Long polling is the least efficient protocol of them all. This is where the client sends a standard HTTP request to the server and just waits until the response is sent back. This is why you wont be using this protocol until absolutely necessary. But the main benefit of it is that absolutely any system that supports HTTP supports long polling.

If you need to, you can even explicitly specify the protocol in the client configuration. But in most cases, you wont have to. But even if you do, the choice of the protocol will have zero impact on the way you write your code. All your code will be identical regardless of the protocol being used.

Example use cases for SignalR

SignalR is a perfect library to be used in any scenarios where clients need to receive real-time updates from the server or there is high a high frequency of data exchange between the client and the server. As per the official documentation, the following are some of the examples where SignalR is an ideal library to use:

  • High frequency data updates: gaming, voting, polling, auction.
  • Dashboards and monitoring: company dashboard, financial market data, instant sales update, multi-player game leader board, and IoT monitoring.
  • Chat: live chat room, chat bot, on-line customer support, real-time shopping assistant, messenger, in-game chat, and so on.
  • Real-time location on map: logistic tracking, delivery status tracking, transportation status updates, GPS apps.
  • Real time targeted ads:
Next page
Light

Font size:

Reset

Interval:

Bookmark:

Make

Similar books «SignalR on .NET 6 - the Complete Guide: The easiest way to enable real-time two-way HTTP communication on .NET 6»

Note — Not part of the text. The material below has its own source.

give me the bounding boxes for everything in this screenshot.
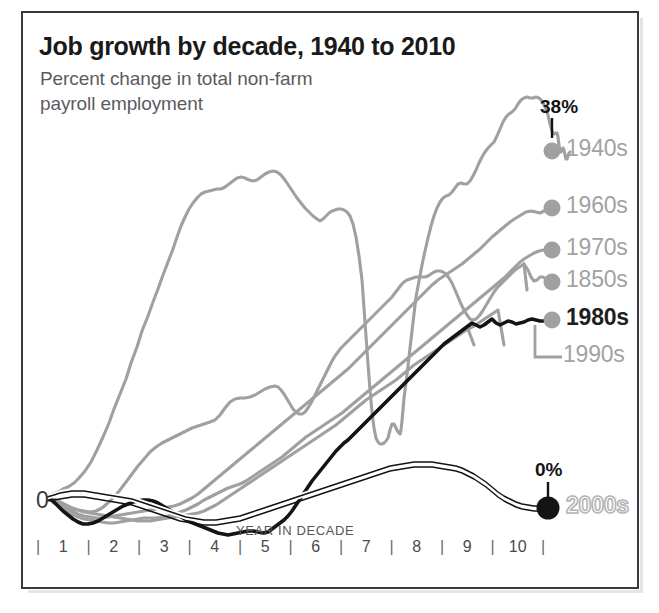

Look at similar books to SignalR on .NET 6 - the Complete Guide: The easiest way to enable real-time two-way HTTP communication on .NET 6. We have selected literature similar in name and meaning in the hope of providing readers with more options to find new, interesting, not yet read works.


Reviews about «SignalR on .NET 6 - the Complete Guide: The easiest way to enable real-time two-way HTTP communication on .NET 6»

Discussion, reviews of the book SignalR on .NET 6 - the Complete Guide: The easiest way to enable real-time two-way HTTP communication on .NET 6 and just readers' own opinions. Leave your comments, write what you think about the work, its meaning or the main characters. Specify what exactly you liked and what you didn't like, and why you think so.